Party Chairman Julius Nyerere spent the first five days of March 1989 in Pemba, The front page headlines in the Daily/Sunday News tell their own story of what happened.
March 2: Nyerere Dismisses False Propaganda
March 3: Mwalimu Warns Agitators
March 4: Pemba Elders Want Severe Punishment For Detractors
March 5: Regional Commissioners Free To Detain Trouble Shooters
He is reported to have made the following remarks in addresses to various Party meetings in Pemba. (He was responding, among other things, to the demand by Party elders for punitive action to be taken against ‘traitors, detractors and hypocrites’ on the island).
He said that Party members should ignore false propaganda being spread by disgruntled elements against the Party and its leaders. Government organs would book opportunists disturbing political stability on the pretext of promoting democracy. “Democracy is not chaos …. Frankly, I personally don’t care what he (referring to former Zanzibar Chief Minister Seif Shariff Hamad’s reported mud-slinging campaign against the Party and its leaders) says … He can stand on top of Kilimanjaro and shout himself hoarse, but there is a limit to which the utterances will be tolerated” . Hamad and his clique, who were expelled from the Party last year, were motivated by impetuous greed for power … they had been given every opportunity to reform. Mwalimu said that Hamad had written abusive letters to him and to Party Vice Chairman Mwinyi. Mwalimu added however that the Party would protect the constitutional rights of Hamad and his group.
Later, in Zanzibar island, Mwalimu told Regional Commissioners to apply state powers, including detention, against political cheats and opportunists who were waging a smear campaign. He warned that Commissioners failing to book the culprits would be treated as accomplices using their positions to protect the detractors. The Party Chairman said that the culprits should first be warned to desist from the slander campaign, failing which they would be detained. He said the R.C’s should renew the initial 48 hour detention orders on a given culprit as often as necessary to bring him under control. Under the law R.C’s can seek presidential approval to hold culprits for longer periods.
Responding to questions in a wide ranging 40 minute interview on Television Zanzibar, Mwalimu denied accusations that he was spearheading a crusade to turn the CCM Party into a Catholic Church movement. He said it was sinful for a grown-up person to tell lies and wondered how people could speak of such serious charges when both Christianity and Islam preached against lies.
Mwalimu also denied that he had influenced the appointment of Seif Shariff Hamad as Isles Chief Minister in 1984 or that of his successor, Dr. Omar Juma. “It was President Mwinyi who picked Seif. As for Dr. Omar, I did not even know him. Why give me credit for things I did not do, Mwalimu wondered. He admitted however that, after the 1985 elections he had strongly argued for the re-appointment of Seif following the misunderstandings created by Seif and his clique aimed at stopping the election of Zanzibar President Idris Abdul Wakil. “I did this not because I feared Seif but for national unity. If this was a miscalculation on my part, I accept the responsibility” he explained.
Various organs of the press outside Tanzania have been giving their views.
Sometime before these events African Concord stated that tension in Zanzibar was under control but that security measures had had to be taken in response to rumours of impending strife. It quoted President Mwinyi as having said that “The government is not taking any risks. Every possible precautionary measure is being taken to guarantee public safety and the security of the state”.
The Financial Times in its January 17 issue stated that Zanzibar feels that it deserves a larger slice of development aid than the US$ 50 million which was allocated to island projects in 1988-89. It quoted an economist in the Zanzibar Finance Ministry as complaining that the case put to the IMF was not based on the economy of Tanzania but on that of Tanganyika. But the newspaper went on to state that Zanzibar, despite a more liberal economic policy than that of the mainland, would be hard pushed to go it alone. ‘Zanzibar currently relies on import of food, electricity and fuel from the mainland for which it pays in shillings, while it spends more than a third of its foreign exchange on rice from Thailand for the discerning local palate. Perhaps more pertinently, Zanzibar does not control its own defence. To overthrow the government would be impossible. For the opposition leaders, who drink tamarind juice beneath the Sultan’s old palace and gaze out across the sea to the mainland, this must be all too clear.’
Africa Analysis, however, in its March 17 issue stated that it considered that Mwalimu Nyerere’s recent public utterances were unlikely to dampen widespread agitation against the Party and the Tanzanian authorities.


§ **Instructions for the task**
Produce the tally of lines in the material below that hold "series", without anything else.

§ **Data section**
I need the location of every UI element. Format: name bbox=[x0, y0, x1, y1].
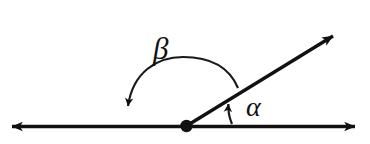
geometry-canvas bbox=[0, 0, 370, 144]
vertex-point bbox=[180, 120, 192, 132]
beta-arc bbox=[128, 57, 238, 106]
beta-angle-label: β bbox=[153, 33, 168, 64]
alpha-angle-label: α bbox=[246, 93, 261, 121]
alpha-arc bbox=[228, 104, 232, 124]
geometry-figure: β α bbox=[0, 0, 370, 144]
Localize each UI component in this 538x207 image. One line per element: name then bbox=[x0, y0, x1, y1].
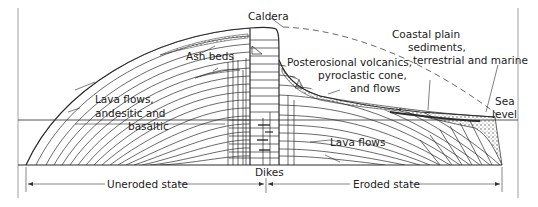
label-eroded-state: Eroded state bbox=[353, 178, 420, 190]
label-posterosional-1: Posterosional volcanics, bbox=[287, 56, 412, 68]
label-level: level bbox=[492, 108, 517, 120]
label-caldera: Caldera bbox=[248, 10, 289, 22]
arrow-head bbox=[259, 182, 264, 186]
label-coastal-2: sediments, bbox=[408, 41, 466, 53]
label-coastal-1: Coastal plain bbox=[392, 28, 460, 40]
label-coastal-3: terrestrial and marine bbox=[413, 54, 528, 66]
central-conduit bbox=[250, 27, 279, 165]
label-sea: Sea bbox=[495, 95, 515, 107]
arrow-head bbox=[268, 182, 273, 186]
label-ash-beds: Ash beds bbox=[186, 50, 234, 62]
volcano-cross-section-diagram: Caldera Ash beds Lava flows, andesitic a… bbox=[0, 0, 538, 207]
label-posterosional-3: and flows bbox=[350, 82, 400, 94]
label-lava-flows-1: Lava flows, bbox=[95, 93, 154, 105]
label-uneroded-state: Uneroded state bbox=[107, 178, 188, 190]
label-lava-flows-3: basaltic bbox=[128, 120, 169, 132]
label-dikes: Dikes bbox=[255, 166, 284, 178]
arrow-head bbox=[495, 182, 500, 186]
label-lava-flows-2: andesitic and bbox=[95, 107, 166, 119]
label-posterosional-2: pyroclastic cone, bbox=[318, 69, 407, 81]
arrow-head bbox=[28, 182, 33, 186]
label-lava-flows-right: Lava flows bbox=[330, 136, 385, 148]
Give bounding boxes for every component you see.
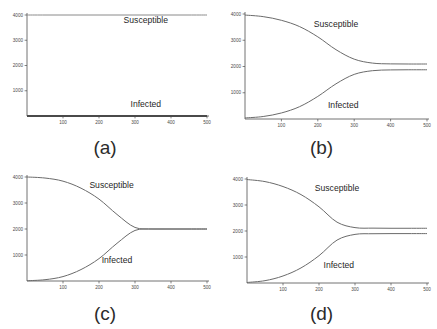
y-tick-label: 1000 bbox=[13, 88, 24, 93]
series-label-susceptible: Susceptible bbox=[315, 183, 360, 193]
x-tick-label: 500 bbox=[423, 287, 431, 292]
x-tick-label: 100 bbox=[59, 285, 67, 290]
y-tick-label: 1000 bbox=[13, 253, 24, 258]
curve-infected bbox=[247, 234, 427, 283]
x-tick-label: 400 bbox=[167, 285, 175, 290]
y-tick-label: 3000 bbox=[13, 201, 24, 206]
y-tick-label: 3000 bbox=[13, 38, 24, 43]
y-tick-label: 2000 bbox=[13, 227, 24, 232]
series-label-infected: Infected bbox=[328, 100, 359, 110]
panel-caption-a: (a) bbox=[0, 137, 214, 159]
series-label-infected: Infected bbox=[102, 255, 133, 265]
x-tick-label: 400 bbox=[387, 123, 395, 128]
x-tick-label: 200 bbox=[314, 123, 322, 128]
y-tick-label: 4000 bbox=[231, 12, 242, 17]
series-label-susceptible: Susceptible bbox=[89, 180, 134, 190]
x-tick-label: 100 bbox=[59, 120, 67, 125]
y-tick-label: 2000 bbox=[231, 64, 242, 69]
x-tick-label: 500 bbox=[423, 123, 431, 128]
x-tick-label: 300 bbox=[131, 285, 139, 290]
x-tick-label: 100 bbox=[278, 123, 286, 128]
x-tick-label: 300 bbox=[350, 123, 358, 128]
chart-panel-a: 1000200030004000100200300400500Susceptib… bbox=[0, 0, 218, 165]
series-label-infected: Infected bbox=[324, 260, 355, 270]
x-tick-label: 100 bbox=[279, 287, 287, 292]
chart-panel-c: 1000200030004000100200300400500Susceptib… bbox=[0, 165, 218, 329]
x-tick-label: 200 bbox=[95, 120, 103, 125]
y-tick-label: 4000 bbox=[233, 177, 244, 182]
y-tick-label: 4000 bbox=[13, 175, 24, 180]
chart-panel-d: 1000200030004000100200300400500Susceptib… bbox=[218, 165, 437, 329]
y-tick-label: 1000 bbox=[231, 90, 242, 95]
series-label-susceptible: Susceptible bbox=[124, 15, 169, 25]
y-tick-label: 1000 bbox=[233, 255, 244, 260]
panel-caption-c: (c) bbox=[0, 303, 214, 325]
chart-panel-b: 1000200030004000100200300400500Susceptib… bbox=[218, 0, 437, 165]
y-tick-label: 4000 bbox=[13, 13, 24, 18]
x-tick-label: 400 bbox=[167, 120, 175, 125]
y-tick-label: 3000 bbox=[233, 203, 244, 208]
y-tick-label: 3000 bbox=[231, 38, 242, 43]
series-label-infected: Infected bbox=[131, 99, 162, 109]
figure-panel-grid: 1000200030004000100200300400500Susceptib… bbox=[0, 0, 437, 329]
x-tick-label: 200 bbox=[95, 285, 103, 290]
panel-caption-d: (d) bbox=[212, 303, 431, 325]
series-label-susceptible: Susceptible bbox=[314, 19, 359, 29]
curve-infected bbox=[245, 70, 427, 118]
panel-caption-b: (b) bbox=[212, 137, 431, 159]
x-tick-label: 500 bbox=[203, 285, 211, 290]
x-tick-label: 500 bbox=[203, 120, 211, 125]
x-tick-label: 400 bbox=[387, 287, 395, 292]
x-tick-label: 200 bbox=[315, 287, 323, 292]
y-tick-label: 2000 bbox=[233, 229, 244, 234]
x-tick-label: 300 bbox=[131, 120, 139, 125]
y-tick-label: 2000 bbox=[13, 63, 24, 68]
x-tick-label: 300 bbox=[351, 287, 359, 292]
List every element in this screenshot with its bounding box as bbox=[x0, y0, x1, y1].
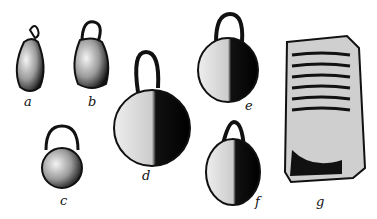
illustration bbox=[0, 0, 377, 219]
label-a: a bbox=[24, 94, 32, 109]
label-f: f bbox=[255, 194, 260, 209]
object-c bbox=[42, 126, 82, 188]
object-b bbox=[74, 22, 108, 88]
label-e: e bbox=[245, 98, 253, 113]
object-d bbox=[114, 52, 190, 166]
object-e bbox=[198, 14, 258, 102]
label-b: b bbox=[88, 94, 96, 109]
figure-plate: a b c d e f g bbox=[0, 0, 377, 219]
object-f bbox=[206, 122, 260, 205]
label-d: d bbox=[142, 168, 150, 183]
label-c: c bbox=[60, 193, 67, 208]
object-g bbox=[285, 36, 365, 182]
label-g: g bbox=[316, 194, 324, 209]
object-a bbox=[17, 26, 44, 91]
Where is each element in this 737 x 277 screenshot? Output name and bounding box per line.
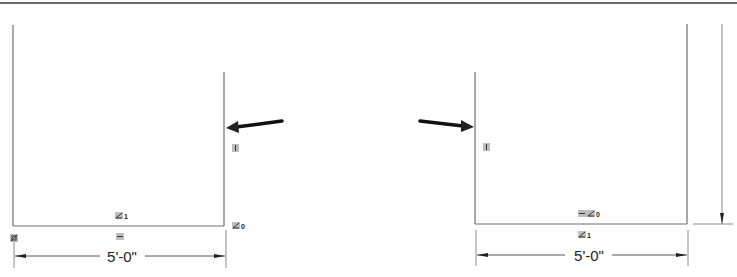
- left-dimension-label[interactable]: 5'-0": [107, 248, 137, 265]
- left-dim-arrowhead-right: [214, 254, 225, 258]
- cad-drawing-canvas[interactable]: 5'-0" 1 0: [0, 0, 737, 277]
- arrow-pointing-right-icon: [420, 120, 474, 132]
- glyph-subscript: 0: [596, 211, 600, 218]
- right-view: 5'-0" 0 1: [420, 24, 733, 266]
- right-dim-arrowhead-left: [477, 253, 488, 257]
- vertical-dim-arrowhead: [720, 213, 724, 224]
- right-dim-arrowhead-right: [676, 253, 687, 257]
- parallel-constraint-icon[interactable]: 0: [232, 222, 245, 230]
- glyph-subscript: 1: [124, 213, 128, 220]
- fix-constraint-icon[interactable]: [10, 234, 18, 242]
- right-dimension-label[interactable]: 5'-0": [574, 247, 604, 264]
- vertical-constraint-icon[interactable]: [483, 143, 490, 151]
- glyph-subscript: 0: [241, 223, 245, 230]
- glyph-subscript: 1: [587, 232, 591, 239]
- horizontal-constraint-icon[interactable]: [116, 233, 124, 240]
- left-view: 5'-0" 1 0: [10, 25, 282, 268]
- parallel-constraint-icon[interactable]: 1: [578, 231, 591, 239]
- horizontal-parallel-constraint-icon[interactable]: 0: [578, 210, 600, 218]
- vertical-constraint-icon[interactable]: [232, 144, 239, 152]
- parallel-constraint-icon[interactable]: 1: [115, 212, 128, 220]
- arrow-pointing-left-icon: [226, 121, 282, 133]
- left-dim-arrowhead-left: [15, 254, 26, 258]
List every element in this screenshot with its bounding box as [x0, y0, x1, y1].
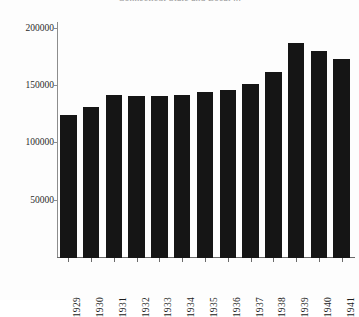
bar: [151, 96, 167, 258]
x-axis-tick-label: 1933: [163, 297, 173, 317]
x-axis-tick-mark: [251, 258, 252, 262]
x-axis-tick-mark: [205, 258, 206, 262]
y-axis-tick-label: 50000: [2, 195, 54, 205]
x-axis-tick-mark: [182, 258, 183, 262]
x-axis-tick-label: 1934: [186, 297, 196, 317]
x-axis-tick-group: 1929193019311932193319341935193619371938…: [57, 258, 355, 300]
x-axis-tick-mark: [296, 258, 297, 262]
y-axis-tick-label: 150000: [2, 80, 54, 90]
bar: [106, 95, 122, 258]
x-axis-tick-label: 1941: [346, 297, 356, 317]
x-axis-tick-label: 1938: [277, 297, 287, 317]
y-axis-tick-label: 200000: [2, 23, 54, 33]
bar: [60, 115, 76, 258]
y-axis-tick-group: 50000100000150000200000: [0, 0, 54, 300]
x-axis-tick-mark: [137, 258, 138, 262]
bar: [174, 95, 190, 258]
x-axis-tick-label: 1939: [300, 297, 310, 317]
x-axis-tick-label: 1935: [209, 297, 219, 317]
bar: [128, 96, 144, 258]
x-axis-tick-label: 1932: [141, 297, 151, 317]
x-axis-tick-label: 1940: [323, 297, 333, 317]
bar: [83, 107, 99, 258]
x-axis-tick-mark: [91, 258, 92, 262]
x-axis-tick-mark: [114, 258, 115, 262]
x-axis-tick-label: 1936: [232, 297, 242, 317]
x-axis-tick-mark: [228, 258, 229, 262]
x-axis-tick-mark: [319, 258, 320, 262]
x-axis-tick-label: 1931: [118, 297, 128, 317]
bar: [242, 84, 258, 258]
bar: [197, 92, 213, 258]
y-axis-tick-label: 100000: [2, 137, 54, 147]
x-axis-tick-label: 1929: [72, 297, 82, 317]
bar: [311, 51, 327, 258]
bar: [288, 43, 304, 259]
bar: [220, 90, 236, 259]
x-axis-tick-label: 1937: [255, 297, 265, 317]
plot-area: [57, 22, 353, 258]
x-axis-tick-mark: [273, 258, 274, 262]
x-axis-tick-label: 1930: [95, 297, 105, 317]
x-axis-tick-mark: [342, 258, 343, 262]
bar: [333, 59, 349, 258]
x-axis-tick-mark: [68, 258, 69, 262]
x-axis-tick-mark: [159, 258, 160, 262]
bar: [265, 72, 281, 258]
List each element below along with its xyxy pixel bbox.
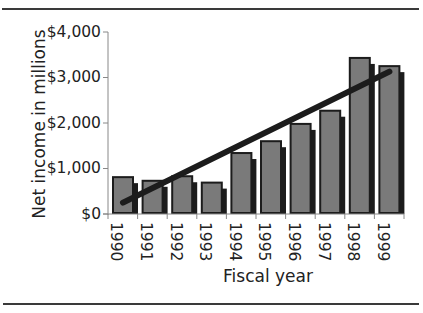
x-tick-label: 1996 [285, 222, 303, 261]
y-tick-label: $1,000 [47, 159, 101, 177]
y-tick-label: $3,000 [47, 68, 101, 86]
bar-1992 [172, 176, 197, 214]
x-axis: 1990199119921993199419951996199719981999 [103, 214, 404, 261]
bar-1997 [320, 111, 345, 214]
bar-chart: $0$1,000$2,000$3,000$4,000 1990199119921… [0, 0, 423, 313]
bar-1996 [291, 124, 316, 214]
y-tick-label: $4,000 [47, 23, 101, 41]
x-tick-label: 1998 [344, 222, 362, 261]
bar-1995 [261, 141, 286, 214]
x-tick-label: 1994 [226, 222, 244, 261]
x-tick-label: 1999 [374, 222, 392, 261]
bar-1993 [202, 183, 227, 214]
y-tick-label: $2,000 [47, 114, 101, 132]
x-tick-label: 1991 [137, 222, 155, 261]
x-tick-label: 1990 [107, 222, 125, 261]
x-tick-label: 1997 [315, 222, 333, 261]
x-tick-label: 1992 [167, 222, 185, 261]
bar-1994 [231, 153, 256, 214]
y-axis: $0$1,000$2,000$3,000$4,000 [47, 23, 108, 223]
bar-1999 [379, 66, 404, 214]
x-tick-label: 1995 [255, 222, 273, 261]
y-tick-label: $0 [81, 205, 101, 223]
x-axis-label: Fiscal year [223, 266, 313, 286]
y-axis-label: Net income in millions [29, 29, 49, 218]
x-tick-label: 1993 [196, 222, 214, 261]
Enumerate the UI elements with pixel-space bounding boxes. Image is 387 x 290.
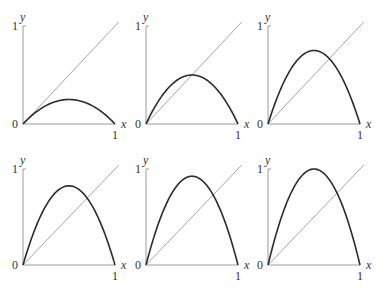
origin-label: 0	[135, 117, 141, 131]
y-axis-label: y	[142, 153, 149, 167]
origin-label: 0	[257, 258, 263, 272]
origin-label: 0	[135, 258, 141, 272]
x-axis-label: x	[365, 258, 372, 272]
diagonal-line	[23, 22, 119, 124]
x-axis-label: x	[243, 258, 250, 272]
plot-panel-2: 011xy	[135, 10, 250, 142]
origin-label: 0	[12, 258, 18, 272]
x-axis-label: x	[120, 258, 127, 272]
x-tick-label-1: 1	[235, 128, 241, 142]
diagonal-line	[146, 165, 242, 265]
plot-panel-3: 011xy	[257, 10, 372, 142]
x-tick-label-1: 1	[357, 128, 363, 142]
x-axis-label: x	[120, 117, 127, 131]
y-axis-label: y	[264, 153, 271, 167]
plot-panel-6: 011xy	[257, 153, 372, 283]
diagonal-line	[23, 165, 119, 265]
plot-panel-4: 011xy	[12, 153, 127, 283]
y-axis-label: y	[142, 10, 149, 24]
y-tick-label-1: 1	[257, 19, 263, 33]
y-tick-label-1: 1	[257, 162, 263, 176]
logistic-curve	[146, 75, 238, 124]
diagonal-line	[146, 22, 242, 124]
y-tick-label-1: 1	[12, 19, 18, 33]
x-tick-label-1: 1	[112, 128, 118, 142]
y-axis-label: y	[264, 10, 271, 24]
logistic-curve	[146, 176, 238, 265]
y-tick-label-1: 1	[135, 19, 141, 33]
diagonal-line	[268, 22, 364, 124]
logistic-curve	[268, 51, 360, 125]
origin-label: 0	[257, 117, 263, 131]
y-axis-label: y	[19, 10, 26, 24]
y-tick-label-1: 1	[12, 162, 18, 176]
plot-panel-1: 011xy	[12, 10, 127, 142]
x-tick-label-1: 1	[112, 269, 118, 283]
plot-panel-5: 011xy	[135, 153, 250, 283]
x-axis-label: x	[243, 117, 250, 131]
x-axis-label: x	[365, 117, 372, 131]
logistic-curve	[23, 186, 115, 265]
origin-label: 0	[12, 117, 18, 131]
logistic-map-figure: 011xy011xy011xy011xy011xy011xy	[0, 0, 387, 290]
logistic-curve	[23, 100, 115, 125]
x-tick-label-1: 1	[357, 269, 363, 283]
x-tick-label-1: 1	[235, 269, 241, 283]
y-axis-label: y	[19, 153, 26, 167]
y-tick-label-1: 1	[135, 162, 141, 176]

§ **Result for this task**
8